A few kilometers north of the territorial entity of Pachten the Saar unites with the Nied coming from Lorraine.
The rectangular plaice is stretched towards southeast-northwest and bounded to the south by the Carboniferous line of the municipalities of Ensdorf, Hülzweiler and Schwarzenholz.
On this bas-relief with overlaying younger gravel blankets, the development area of Dillingen and Pachten spreads.
Above is the upper Buntsandstein (Röt Formation), which is made up of firmer sandstones bound to parts of clay or carbonate.
The different altitudes of these terraces bear testimony to different stages of the depression of the two rivers and the deposit of entrained crushed stones.
The firmer sandstones of the upper Buntsandstein (Röt Formation) provided breakage and quarry stones.
The Kiel weather station has recorded the following extreme values:[9] The city of Dillingen has six neighboring municipalities.
The importance of the Dillingen-Wallerfangen area on both banks of the middle Saar in the prehistoric and early historic eras is attested by a number of finds: rich bronze caskets of the late Urnfield period (9th century BC), a multi-tiered partial defensive wall (de:Abschnittsbefestigung) of the Hallstatt culture (8th-6th century BC) on the nearly 389 metres (1,276 ft)-high, peninsula-like massif of the Limberg overlooking the Saar,[11] and a cemetery with a "princely" grave containing a golden torc and arm rings from late Hallstatt period (around 500 BC).
The Gallo-Roman settlement of Contiomagus stood at the intersection of the highways from Metz-Mainz and Trier-Straßburg in today's district of Pachten.
The oldest written mention of "Dillingen" and "Pachten" can be found in a document of Albero von Montreuil, Bishop of Trier (1131–1152).
In 1685, the feudal ruler of Dillingen received permission from King Louis XIV of France to build an ironworks, the Dillinger Hütte.
In 1947 Dillingen became part of the Saarland, which, in 1957, joined the Federal Republic of Germany politically and on 5 July 1959 also economically.
In 1949, Dillingen was granted city rights by the Saar state government under Prime Minister Johannes Hoffmann.
The City Council with 39 seats after local elections on 25 May 2014[12] Blazon: In blue a growing silver, pinned and black grooved wall, surmounted by a silver, gold-crowned and -supported and red-tongued seated Lorraine eagle, in the wall a tall, red-lined golden gate, covered with a red zigzag bar, surmounted by a three-rowed, blue tournament collar.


HOW TO COMPLETE THIS TASK:
In the copy, include every entry exactly but none of the pictures.

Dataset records
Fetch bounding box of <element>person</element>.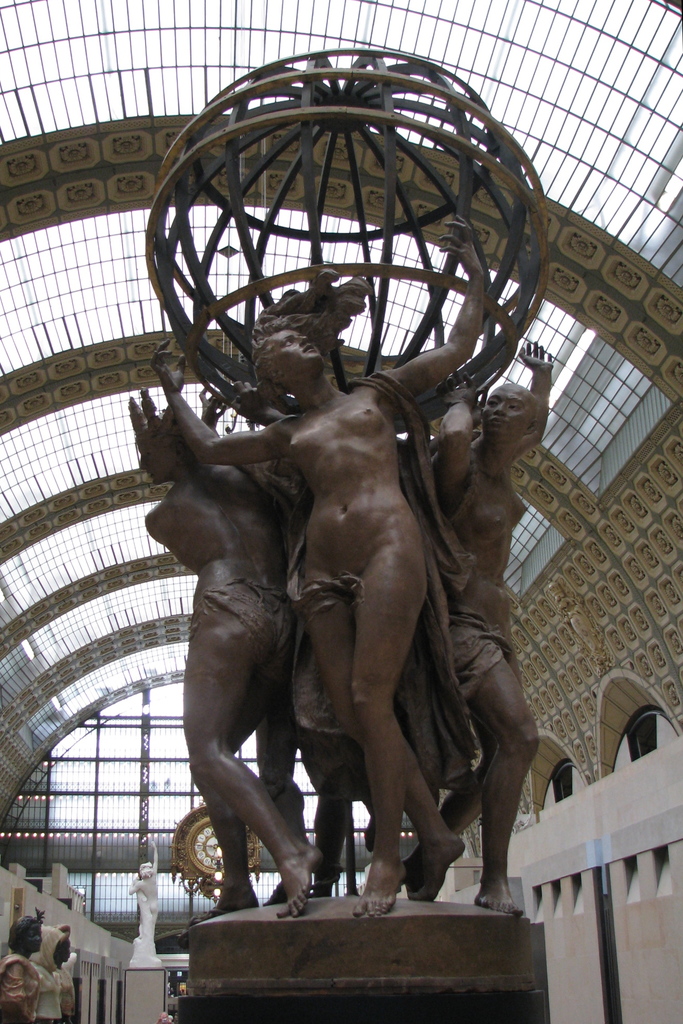
Bbox: (188, 266, 518, 945).
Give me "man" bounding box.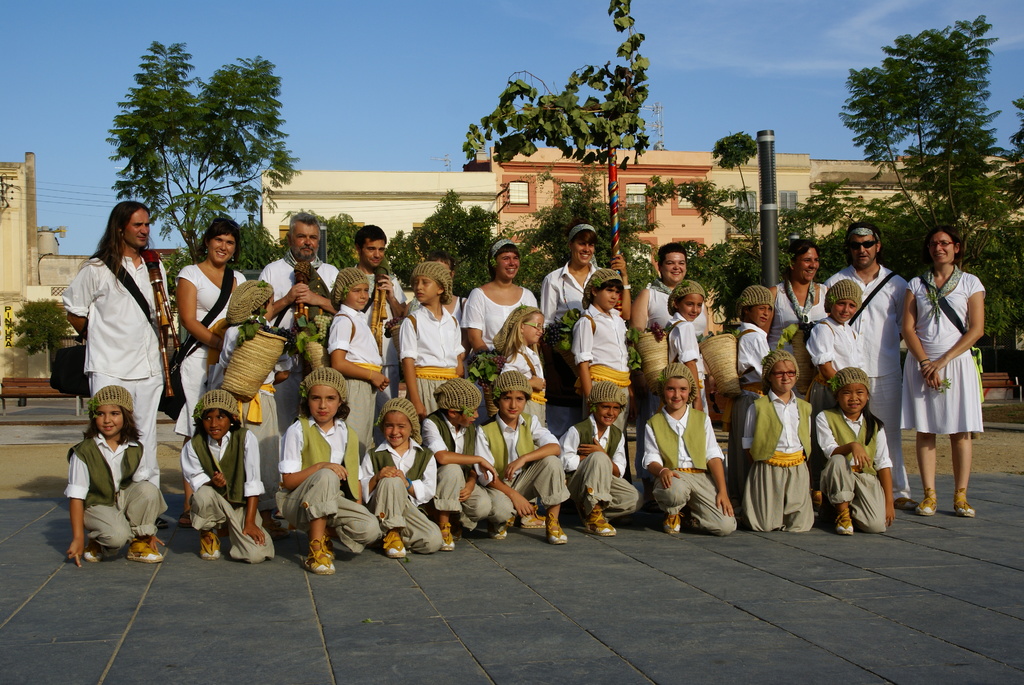
left=58, top=194, right=174, bottom=533.
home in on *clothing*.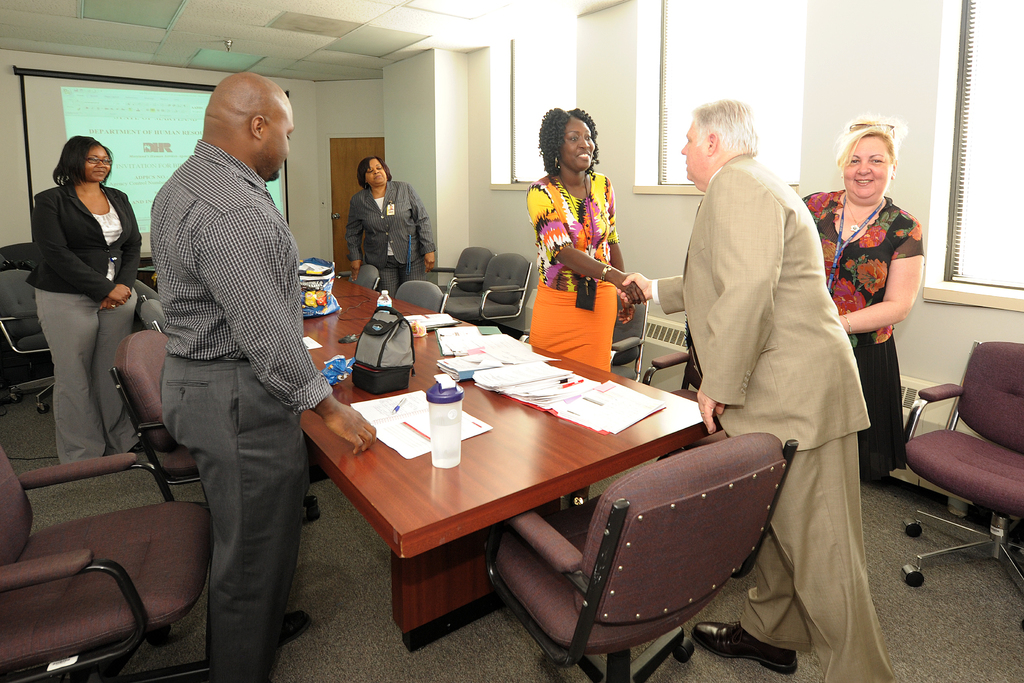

ANSWER:
Fetch bounding box of <element>person</element>.
Bbox: (188, 266, 518, 945).
Give me "man" bounding box.
left=58, top=194, right=174, bottom=533.
home in on *clothing*.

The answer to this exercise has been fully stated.